Monday, 3 March 2014

Operation Spanner: Sadomasochism, Law and Culture

By Dr. Matt Lodder

In 1987, a group of homosexual men were arrested and charged with 'unlawful and malicious wounding' and 'assault occasioning actual bodily harm' for having participated in an entirely consensual group orgy involving sadomasochistic sex acts. The judge in the initial case, now known as R vs Brown, ruled that consent was no defence to the charges levelled, and all the men charged were convicted.

The case was appealed by three of the men, Colin Laskey, Roland Jaggard and Anthony Brown to both the House of Lords and the European Court of Human Rights, but at every stage, the convictions were upheld, despite persistent criticism by legal scholars and human rights activists. The case, whose ruling still technically remains in force despite the obvious lack of interest contemporary police show in enforcing it, had profound impacts on several spheres of cultural life in Britain both within and beyond the initial impacted communities.

This talk, almost thirty years on from the initial arrests and twenty years on from the ECHR ruling, presents and discusses some of these impacts, particularly in the cultural sphere.
 

 
"Dominic Johnson's work on Ron Athey and Franko B, 'Intimacy and Live Art', from which Dr Lodder quotes at length, can be found in Histories and Practices of Live Art, ed. by Deirdre Heddon and Jennie Klein (Basingstoke and New York: Palgrave Macmillan, 2012). 

For more on the case, see The Spanner Trust website at spannertrust.org/. Apologies to both Roland Jaggard and Tony Brown for the inadvertent transposition of their names at the beginning of the lecture.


*Work item*.
Report each line of the data that includes the word "Properties".

*Source data*.

..............................

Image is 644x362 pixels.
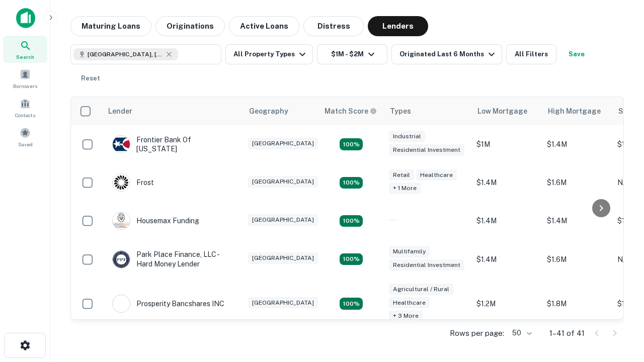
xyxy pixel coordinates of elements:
[472,163,542,201] td: $1.4M
[449,327,504,339] p: Rows per page:
[416,169,456,181] div: Healthcare
[3,65,47,92] a: Borrowers
[229,16,299,36] button: Active Loans
[112,211,199,229] div: Housemax Funding
[368,16,428,36] button: Lenders
[472,125,542,163] td: $1M
[472,97,542,125] th: Low Mortgage
[113,295,130,312] img: picture
[318,97,384,125] th: Capitalize uses an advanced AI algorithm to match your search with the best lender. The match sco...
[472,278,542,329] td: $1.2M
[324,105,375,117] h6: Match Score
[16,8,35,28] img: capitalize-icon.png
[506,44,556,64] button: All Filters
[156,16,225,36] button: Originations
[340,297,362,309] div: Matching Properties: 7, hasApolloMatch: undefined
[389,259,464,271] div: Residential Investment
[248,176,318,187] div: [GEOGRAPHIC_DATA]
[112,135,233,153] div: Frontier Bank Of [US_STATE]
[478,105,527,117] div: Low Mortgage
[340,253,362,265] div: Matching Properties: 4, hasApolloMatch: undefined
[324,105,377,117] div: Capitalize uses an advanced AI algorithm to match your search with the best lender. The match sco...
[225,44,313,64] button: All Property Types
[389,297,430,309] div: Healthcare
[248,214,318,226] div: [GEOGRAPHIC_DATA]
[391,44,502,64] button: Originated Last 6 Months
[3,94,47,121] a: Contacts
[389,144,464,155] div: Residential Investment
[15,111,35,119] span: Contacts
[243,97,318,125] th: Geography
[389,130,425,143] div: Industrial
[389,245,430,257] div: Multifamily
[113,136,130,152] img: picture
[508,325,533,340] div: 50
[340,215,362,227] div: Matching Properties: 4, hasApolloMatch: undefined
[317,44,388,64] button: $1M - $2M
[340,177,362,189] div: Matching Properties: 4, hasApolloMatch: undefined
[303,16,364,36] button: Distress
[113,251,130,267] img: picture
[390,105,411,117] div: Types
[542,201,612,239] td: $1.4M
[560,44,592,64] button: Save your search to get updates of matches that match your search criteria.
[389,169,414,181] div: Retail
[472,201,542,239] td: $1.4M
[75,69,107,88] button: Reset
[384,97,472,125] th: Types
[542,97,612,125] th: High Mortgage
[3,36,47,62] a: Search
[3,123,47,150] a: Saved
[594,249,644,297] iframe: Chat Widget
[18,140,33,148] span: Saved
[399,48,497,60] div: Originated Last 6 Months
[112,250,233,267] div: Park Place Finance, LLC - Hard Money Lender
[112,294,224,312] div: Prosperity Bancshares INC
[112,173,154,191] div: Frost
[389,310,423,322] div: + 3 more
[542,163,612,201] td: $1.6M
[548,105,601,117] div: High Mortgage
[102,97,243,125] th: Lender
[70,16,151,36] button: Maturing Loans
[113,212,130,229] img: picture
[13,82,37,90] span: Borrowers
[249,105,288,117] div: Geography
[88,50,163,59] span: [GEOGRAPHIC_DATA], [GEOGRAPHIC_DATA], [GEOGRAPHIC_DATA]
[248,297,318,309] div: [GEOGRAPHIC_DATA]
[108,105,132,117] div: Lender
[340,138,362,150] div: Matching Properties: 4, hasApolloMatch: undefined
[542,239,612,278] td: $1.6M
[549,327,584,339] p: 1–41 of 41
[542,125,612,163] td: $1.4M
[248,252,318,264] div: [GEOGRAPHIC_DATA]
[16,53,34,61] span: Search
[113,174,130,191] img: picture
[389,284,453,295] div: Agricultural / Rural
[542,278,612,329] td: $1.8M
[248,138,318,149] div: [GEOGRAPHIC_DATA]
[472,239,542,278] td: $1.4M
[389,182,420,194] div: + 1 more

..............................

*Your solution*.
[340,297,362,309] div: Matching Properties: 7, hasApolloMatch: undefined
[340,253,362,265] div: Matching Properties: 4, hasApolloMatch: undefined
[340,215,362,227] div: Matching Properties: 4, hasApolloMatch: undefined
[340,177,362,189] div: Matching Properties: 4, hasApolloMatch: undefined
[340,138,362,150] div: Matching Properties: 4, hasApolloMatch: undefined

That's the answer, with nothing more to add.